Debbie Davies takes pride in being a blues artist whose original ideas are based on the tradition of electric Chicago sounds.
Her tasteful guitar playing and skilled but not over the top singing have won her audiences worldwide.
So it might be off-putting for her fans to observe the cover art of this album, as she is dressed in Elizabethan period clothes, as if attempting some sort of Baroque blues.
But there's no small amount of irony in that, for this is the all-instrumental blues album she has been asked to do, inspired not by medieval texts, but people like Albert King, Freddie King, and Kenny Burrell, her personal guitar heroes.
Davies displays a crisp, clean, biting attack on her guitar, not at all the screaming, testosterone-driven rock & roll edge of her male counterparts.
She does a knockoff of Jimmy Smith's "Back at the Chicken Shack" retitled "Down at the Honky Shack" and a version of "If You Love Me Like You Say" sans lyrics plus wah-wah, and covers Duke Robillard's funky "Fishnet" with a horn section and overdubs.
She switches up styles consistently on her originals, like the soulful midtempo Albert King-flavored "Tryin' to Keep It Real," the upbeat swinger "Okie Dokie Stomp" with overdubbed rhythm guitar, and the tough uptown bompity-bomp blues "Percolatin'." A surf element à la the Ventures is also heard on the soul-jazz tune "Holdin' Court" and the stomp-down "Zoom-in'," while swinging jazz à la the Kenny Burrell/Ray Barretto guitar/conga drum combine accents the beat of "Atras de Tus Ojos." Bass guitarist Casandra Faulconer to the right and drummer Don Castagno on the left flank Davies, while organist Paul Opalach serves up meaty centerpiece sounds that everyone can feed off of.
Nobody should be surprised at how good this effort is, coming straight from the heart and played so well.
Blues performers should conduct this kind of well-thought-out and skillful cross examination more often, led by this fine example from Debbie Davies.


Exercise prompt - Only the pictures are to be left out; write out the rest of the data exactly.

Dataset excerpts -
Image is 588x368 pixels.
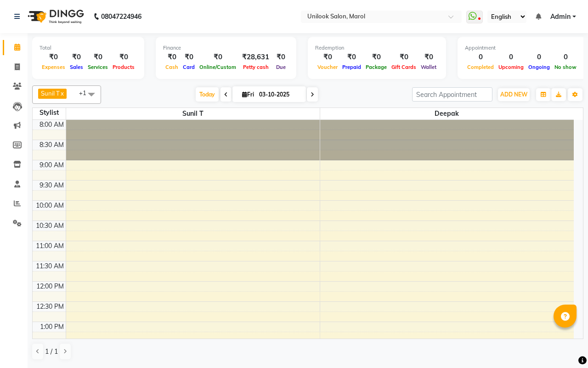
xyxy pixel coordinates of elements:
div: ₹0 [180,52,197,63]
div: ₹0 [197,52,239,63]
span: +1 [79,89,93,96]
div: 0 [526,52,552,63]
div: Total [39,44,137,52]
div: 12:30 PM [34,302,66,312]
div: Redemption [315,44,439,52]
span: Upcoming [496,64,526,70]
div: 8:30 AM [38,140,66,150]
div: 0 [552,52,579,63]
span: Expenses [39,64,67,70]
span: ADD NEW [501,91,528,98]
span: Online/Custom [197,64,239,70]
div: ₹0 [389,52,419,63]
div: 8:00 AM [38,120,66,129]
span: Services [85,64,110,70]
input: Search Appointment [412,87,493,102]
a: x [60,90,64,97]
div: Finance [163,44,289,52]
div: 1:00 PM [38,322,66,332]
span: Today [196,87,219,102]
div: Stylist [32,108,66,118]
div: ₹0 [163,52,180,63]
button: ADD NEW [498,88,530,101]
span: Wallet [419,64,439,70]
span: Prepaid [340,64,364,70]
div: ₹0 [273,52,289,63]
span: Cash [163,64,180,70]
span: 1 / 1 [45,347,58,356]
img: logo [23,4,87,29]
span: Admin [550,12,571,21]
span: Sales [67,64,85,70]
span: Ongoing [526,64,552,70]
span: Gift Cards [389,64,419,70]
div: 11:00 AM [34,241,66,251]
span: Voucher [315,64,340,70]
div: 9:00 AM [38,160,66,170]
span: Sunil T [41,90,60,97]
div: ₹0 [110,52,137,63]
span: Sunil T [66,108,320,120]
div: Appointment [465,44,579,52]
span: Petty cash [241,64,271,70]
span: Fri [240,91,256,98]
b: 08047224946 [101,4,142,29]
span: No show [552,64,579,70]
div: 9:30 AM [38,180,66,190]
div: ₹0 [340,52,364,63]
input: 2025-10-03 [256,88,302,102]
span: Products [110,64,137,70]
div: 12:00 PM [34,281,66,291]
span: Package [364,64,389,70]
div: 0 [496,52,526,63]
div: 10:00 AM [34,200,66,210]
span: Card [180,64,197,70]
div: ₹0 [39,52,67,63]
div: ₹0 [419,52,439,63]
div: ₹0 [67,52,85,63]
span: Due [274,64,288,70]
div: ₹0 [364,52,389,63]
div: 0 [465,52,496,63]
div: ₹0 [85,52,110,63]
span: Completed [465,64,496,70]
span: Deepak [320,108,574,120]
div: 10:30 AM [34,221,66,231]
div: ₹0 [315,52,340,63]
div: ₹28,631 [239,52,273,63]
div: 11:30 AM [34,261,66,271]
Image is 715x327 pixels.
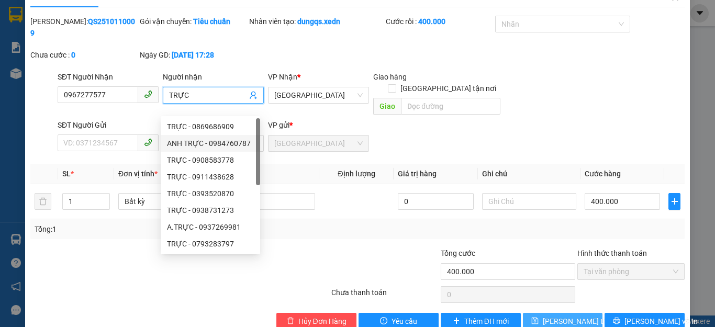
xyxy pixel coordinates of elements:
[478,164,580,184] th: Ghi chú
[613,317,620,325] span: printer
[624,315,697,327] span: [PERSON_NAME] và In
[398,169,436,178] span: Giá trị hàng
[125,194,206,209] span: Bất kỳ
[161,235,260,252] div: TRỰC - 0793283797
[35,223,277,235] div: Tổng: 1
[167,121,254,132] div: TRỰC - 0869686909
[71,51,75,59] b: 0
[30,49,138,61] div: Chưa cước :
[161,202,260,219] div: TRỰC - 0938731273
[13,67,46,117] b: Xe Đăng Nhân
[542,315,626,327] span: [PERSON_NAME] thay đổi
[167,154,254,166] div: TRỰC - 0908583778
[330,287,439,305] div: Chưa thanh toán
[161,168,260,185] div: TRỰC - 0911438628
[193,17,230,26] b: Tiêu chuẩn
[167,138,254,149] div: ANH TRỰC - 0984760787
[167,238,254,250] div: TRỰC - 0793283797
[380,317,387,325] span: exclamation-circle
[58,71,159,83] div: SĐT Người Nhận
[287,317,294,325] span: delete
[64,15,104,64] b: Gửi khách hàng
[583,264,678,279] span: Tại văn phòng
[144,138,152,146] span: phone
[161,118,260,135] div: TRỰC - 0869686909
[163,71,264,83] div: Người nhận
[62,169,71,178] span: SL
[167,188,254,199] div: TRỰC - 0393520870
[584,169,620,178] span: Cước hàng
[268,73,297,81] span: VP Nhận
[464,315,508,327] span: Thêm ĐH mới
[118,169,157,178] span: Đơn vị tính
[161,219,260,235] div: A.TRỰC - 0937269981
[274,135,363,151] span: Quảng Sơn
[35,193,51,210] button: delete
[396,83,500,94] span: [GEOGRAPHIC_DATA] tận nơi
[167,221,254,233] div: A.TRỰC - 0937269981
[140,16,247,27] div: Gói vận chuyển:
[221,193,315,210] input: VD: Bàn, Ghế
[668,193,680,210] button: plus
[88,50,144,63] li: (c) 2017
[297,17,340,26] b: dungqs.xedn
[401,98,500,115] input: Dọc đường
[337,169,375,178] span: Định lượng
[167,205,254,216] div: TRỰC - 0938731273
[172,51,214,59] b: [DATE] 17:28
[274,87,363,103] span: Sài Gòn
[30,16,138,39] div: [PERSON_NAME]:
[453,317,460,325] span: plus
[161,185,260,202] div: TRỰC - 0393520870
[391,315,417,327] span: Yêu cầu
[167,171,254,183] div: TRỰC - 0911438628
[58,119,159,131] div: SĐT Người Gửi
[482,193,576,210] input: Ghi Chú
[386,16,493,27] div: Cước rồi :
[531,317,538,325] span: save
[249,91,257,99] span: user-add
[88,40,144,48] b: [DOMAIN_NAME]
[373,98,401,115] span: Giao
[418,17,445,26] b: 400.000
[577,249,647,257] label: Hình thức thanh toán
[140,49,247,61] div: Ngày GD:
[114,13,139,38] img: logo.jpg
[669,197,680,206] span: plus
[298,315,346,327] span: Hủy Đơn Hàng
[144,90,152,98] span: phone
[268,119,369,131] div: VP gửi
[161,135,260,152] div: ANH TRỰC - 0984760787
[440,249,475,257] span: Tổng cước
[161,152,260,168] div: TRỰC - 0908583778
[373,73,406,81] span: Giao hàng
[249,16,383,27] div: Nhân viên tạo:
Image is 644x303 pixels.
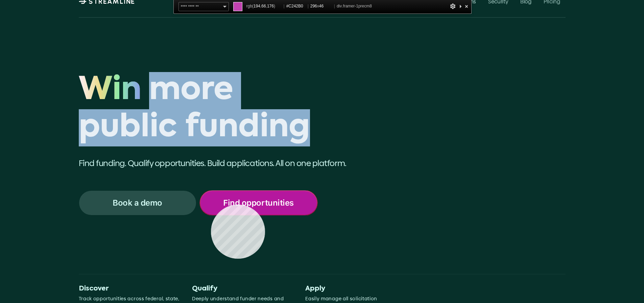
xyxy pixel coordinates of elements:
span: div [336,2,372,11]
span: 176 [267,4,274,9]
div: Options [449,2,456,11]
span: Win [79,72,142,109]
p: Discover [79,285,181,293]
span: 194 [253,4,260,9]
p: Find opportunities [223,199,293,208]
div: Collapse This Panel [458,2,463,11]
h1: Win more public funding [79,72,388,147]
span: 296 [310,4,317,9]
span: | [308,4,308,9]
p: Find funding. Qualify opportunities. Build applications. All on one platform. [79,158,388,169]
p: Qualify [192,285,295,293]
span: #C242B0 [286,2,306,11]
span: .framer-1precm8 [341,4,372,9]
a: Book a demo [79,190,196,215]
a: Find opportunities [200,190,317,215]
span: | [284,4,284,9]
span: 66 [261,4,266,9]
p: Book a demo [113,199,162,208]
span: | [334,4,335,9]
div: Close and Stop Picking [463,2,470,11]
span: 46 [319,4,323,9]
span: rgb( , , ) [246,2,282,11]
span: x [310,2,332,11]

Output below -
Image is 588x368 pixels.
xyxy pixel coordinates of elements:
div: ₹0 [180,52,197,63]
div: ₹0 [197,52,239,63]
span: +1 [79,89,93,96]
div: 0 [526,52,552,63]
div: Total [39,44,137,52]
div: 12:30 PM [34,302,66,312]
div: Redemption [315,44,439,52]
span: Upcoming [496,64,526,70]
div: 8:30 AM [38,140,66,150]
div: 0 [552,52,579,63]
span: Expenses [39,64,67,70]
span: ADD NEW [501,91,528,98]
span: Online/Custom [197,64,239,70]
div: ₹0 [389,52,419,63]
div: 8:00 AM [38,120,66,129]
span: Services [85,64,110,70]
input: Search Appointment [412,87,493,102]
a: x [60,90,64,97]
div: Finance [163,44,289,52]
div: 1:00 PM [38,322,66,332]
span: Today [196,87,219,102]
div: Stylist [32,108,66,118]
div: ₹0 [163,52,180,63]
button: ADD NEW [498,88,530,101]
span: Wallet [419,64,439,70]
span: Prepaid [340,64,364,70]
div: ₹0 [273,52,289,63]
span: Cash [163,64,180,70]
span: 1 / 1 [45,347,58,356]
img: logo [23,4,87,29]
span: Admin [550,12,571,21]
span: Sales [67,64,85,70]
span: Ongoing [526,64,552,70]
span: Gift Cards [389,64,419,70]
div: 11:00 AM [34,241,66,251]
span: Voucher [315,64,340,70]
div: 9:00 AM [38,160,66,170]
span: Sunil T [41,90,60,97]
div: ₹0 [110,52,137,63]
span: Sunil T [66,108,320,120]
div: Appointment [465,44,579,52]
span: Petty cash [241,64,271,70]
span: Fri [240,91,256,98]
b: 08047224946 [101,4,142,29]
span: No show [552,64,579,70]
div: 9:30 AM [38,180,66,190]
div: ₹0 [340,52,364,63]
input: 2025-10-03 [256,88,302,102]
span: Products [110,64,137,70]
div: 12:00 PM [34,281,66,291]
span: Package [364,64,389,70]
div: 0 [496,52,526,63]
div: 10:00 AM [34,200,66,210]
span: Card [180,64,197,70]
div: ₹0 [39,52,67,63]
div: ₹0 [419,52,439,63]
div: ₹0 [67,52,85,63]
span: Due [274,64,288,70]
div: ₹0 [364,52,389,63]
div: 0 [465,52,496,63]
div: ₹0 [85,52,110,63]
span: Completed [465,64,496,70]
span: Deepak [320,108,574,120]
div: 10:30 AM [34,221,66,231]
div: ₹0 [315,52,340,63]
div: ₹28,631 [239,52,273,63]
div: 11:30 AM [34,261,66,271]
Image is 715x327 pixels.
xyxy pixel coordinates of elements:
[478,164,580,184] th: Ghi chú
[613,317,620,325] span: printer
[624,315,697,327] span: [PERSON_NAME] và In
[398,169,436,178] span: Giá trị hàng
[125,194,206,209] span: Bất kỳ
[161,235,260,252] div: TRỰC - 0793283797
[35,223,277,235] div: Tổng: 1
[167,121,254,132] div: TRỰC - 0869686909
[71,51,75,59] b: 0
[30,49,138,61] div: Chưa cước :
[161,202,260,219] div: TRỰC - 0938731273
[13,67,46,117] b: Xe Đăng Nhân
[542,315,626,327] span: [PERSON_NAME] thay đổi
[167,154,254,166] div: TRỰC - 0908583778
[330,287,439,305] div: Chưa thanh toán
[161,168,260,185] div: TRỰC - 0911438628
[193,17,230,26] b: Tiêu chuẩn
[167,138,254,149] div: ANH TRỰC - 0984760787
[167,238,254,250] div: TRỰC - 0793283797
[380,317,387,325] span: exclamation-circle
[58,71,159,83] div: SĐT Người Nhận
[287,317,294,325] span: delete
[64,15,104,64] b: Gửi khách hàng
[583,264,678,279] span: Tại văn phòng
[144,138,152,146] span: phone
[161,118,260,135] div: TRỰC - 0869686909
[163,71,264,83] div: Người nhận
[62,169,71,178] span: SL
[167,188,254,199] div: TRỰC - 0393520870
[584,169,620,178] span: Cước hàng
[268,73,297,81] span: VP Nhận
[464,315,508,327] span: Thêm ĐH mới
[118,169,157,178] span: Đơn vị tính
[161,219,260,235] div: A.TRỰC - 0937269981
[274,135,363,151] span: Quảng Sơn
[35,193,51,210] button: delete
[396,83,500,94] span: [GEOGRAPHIC_DATA] tận nơi
[167,221,254,233] div: A.TRỰC - 0937269981
[140,16,247,27] div: Gói vận chuyển:
[221,193,315,210] input: VD: Bàn, Ghế
[668,193,680,210] button: plus
[88,50,144,63] li: (c) 2017
[297,17,340,26] b: dungqs.xedn
[401,98,500,115] input: Dọc đường
[337,169,375,178] span: Định lượng
[167,205,254,216] div: TRỰC - 0938731273
[172,51,214,59] b: [DATE] 17:28
[274,87,363,103] span: Sài Gòn
[30,16,138,39] div: [PERSON_NAME]:
[453,317,460,325] span: plus
[161,185,260,202] div: TRỰC - 0393520870
[391,315,417,327] span: Yêu cầu
[167,171,254,183] div: TRỰC - 0911438628
[58,119,159,131] div: SĐT Người Gửi
[482,193,576,210] input: Ghi Chú
[386,16,493,27] div: Cước rồi :
[531,317,538,325] span: save
[249,91,257,99] span: user-add
[88,40,144,48] b: [DOMAIN_NAME]
[373,98,401,115] span: Giao
[418,17,445,26] b: 400.000
[577,249,647,257] label: Hình thức thanh toán
[140,49,247,61] div: Ngày GD:
[114,13,139,38] img: logo.jpg
[669,197,680,206] span: plus
[298,315,346,327] span: Hủy Đơn Hàng
[144,90,152,98] span: phone
[268,119,369,131] div: VP gửi
[161,135,260,152] div: ANH TRỰC - 0984760787
[440,249,475,257] span: Tổng cước
[161,152,260,168] div: TRỰC - 0908583778
[373,73,406,81] span: Giao hàng
[249,16,383,27] div: Nhân viên tạo:
Image is 644x303 pixels.
xyxy pixel coordinates of elements:
span: div [336,2,372,11]
span: 176 [267,4,274,9]
div: Options [449,2,456,11]
span: Win [79,72,142,109]
p: Discover [79,285,181,293]
span: 194 [253,4,260,9]
p: Find opportunities [223,199,293,208]
div: Collapse This Panel [458,2,463,11]
h1: Win more public funding [79,72,388,147]
span: 296 [310,4,317,9]
span: | [308,4,308,9]
p: Find funding. Qualify opportunities. Build applications. All on one platform. [79,158,388,169]
p: Qualify [192,285,295,293]
span: #C242B0 [286,2,306,11]
span: .framer-1precm8 [341,4,372,9]
a: Book a demo [79,190,196,215]
a: Find opportunities [200,190,317,215]
span: | [284,4,284,9]
span: 66 [261,4,266,9]
p: Book a demo [113,199,162,208]
span: | [334,4,335,9]
div: Close and Stop Picking [463,2,470,11]
span: 46 [319,4,323,9]
span: rgb( , , ) [246,2,282,11]
span: x [310,2,332,11]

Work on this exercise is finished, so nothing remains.